4. “Fake Intimacy”: A “Quote For The Day” from “The Dish” that matches some of my ambivalence about online communities:

“I don’t think anyone’s really inclined to ‘share’. My thing about social networks is that it’s fundamentally insincere. I know from the record company perspective it’s part of the marketing process, and the fans can communicate with you… but it creates a fake intimacy, which in my opinion results in frustration and ultimately makes people angry. And I think that’s why, on Twitter, or indeed in the Guardian comments, everything turns into a row, and it’s because it’s presented as though they care what you think, but you realize they don’t, and then it turns nasty. It’s a sort of fake democracy. And we prefer to be not fake,” – Neil Tennant, pop genius.

3 responses to “Links: 16 July 2013: Finland, voir dire, etc.

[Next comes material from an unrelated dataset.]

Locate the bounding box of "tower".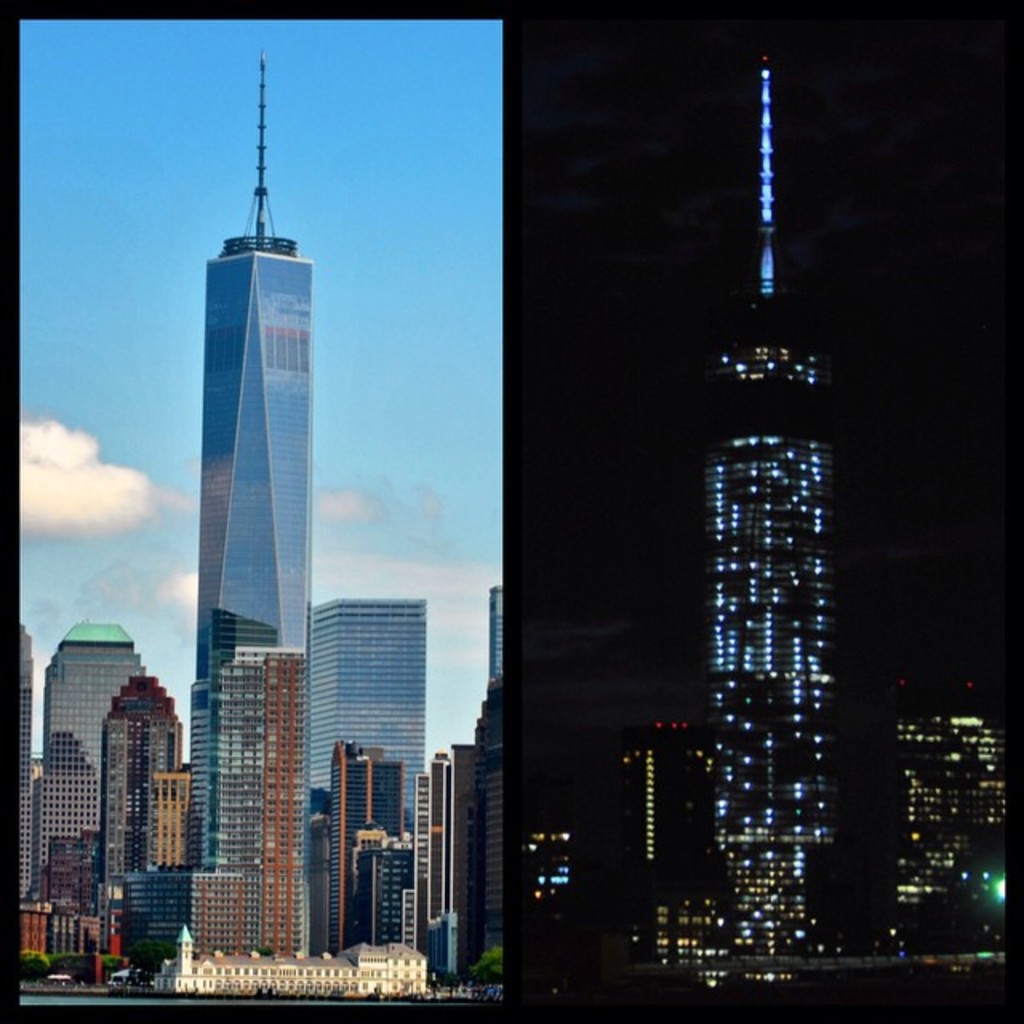
Bounding box: (x1=96, y1=659, x2=192, y2=965).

  1. I’m not a trial lawyer–so I don’t have any experience with picking a jury–but I have been on the other end of it. I’ve gone through voir dire twice, and served on a jury in a federal criminal case once. It’s surprisingly easy to end up on a jury: get a low number and then avoid saying anything that will get you excluded through a peremptory or “for cause” strike. All you need to do is to sound impartial. You can come in there with prejudices and biases as long as you say you will put them aside. Usually, there’s only a set number of peremptory strikes (I don’t know what they do in FL) and “for cause” strikes can only be used in limited circumstances, and so you’re going to stay if you’re just not as crazy/prejudiced as some of the other people in the pool. It’s important that voir dire is extensive enough to uncover biases, but it’s never going to reveal everything. Still, even with its limitations, I will say that the jury trial is one of the best parts of our justice system. It’s one of our checks on the application of the law.

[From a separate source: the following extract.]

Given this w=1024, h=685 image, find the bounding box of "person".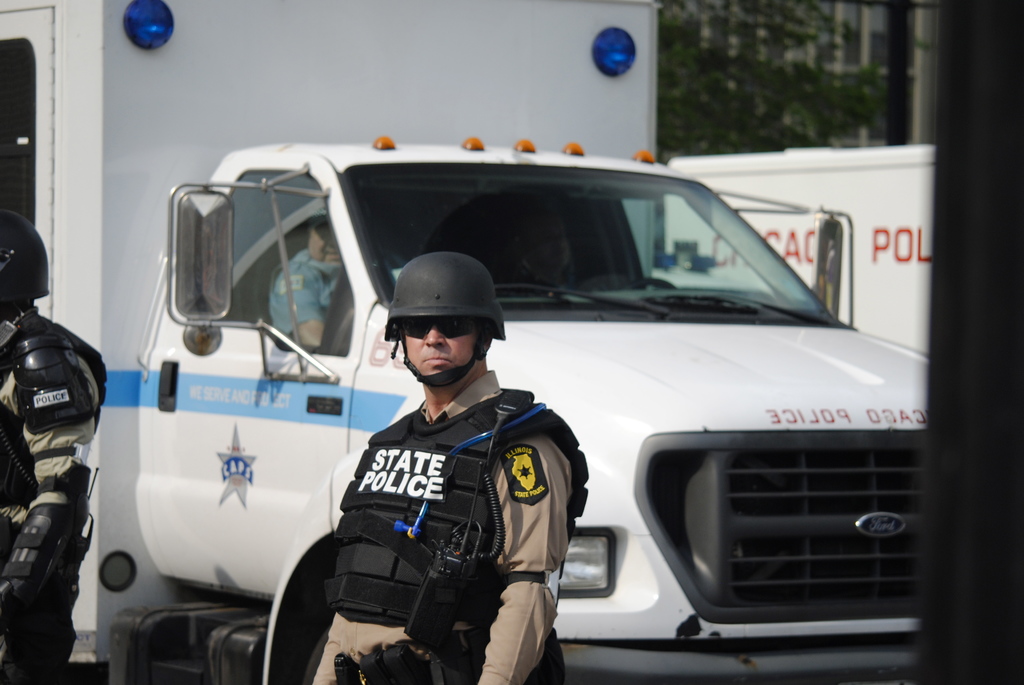
BBox(268, 207, 408, 347).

  2. Thanks for sharing your experience. I, too, was once on a jury for a small case — the charge was assault, whether a boyfriend had grabbed his girlfriend hard enough to bruise her, but we could never figure out what actually happened, so we said not guilty (by the way, this trial had — in truth — a baggie of dirt that the defendant claimed was an attempt by the girlfriend to put a spell on him). I agree with you about the value of the jury system (and I read an article recently about how Magna Carta introduced the jury trial into English law), and I see how voir dire takes the best of what can be a mediocre lot of candidates. But it seems weird somehow that a murder-two charge, as in Zimmerman trial, would have only 6 jurors. There were, I think, 12 of us on the assault jury I was on. Six seems too small to be an adequate community-sample size.

    • Yes, six jurors feels too small for group deliberation (I guess I disagree with the US Supreme Court on this because I think there’s a case on it), but I suppose that’s Florida law for non-capital cases.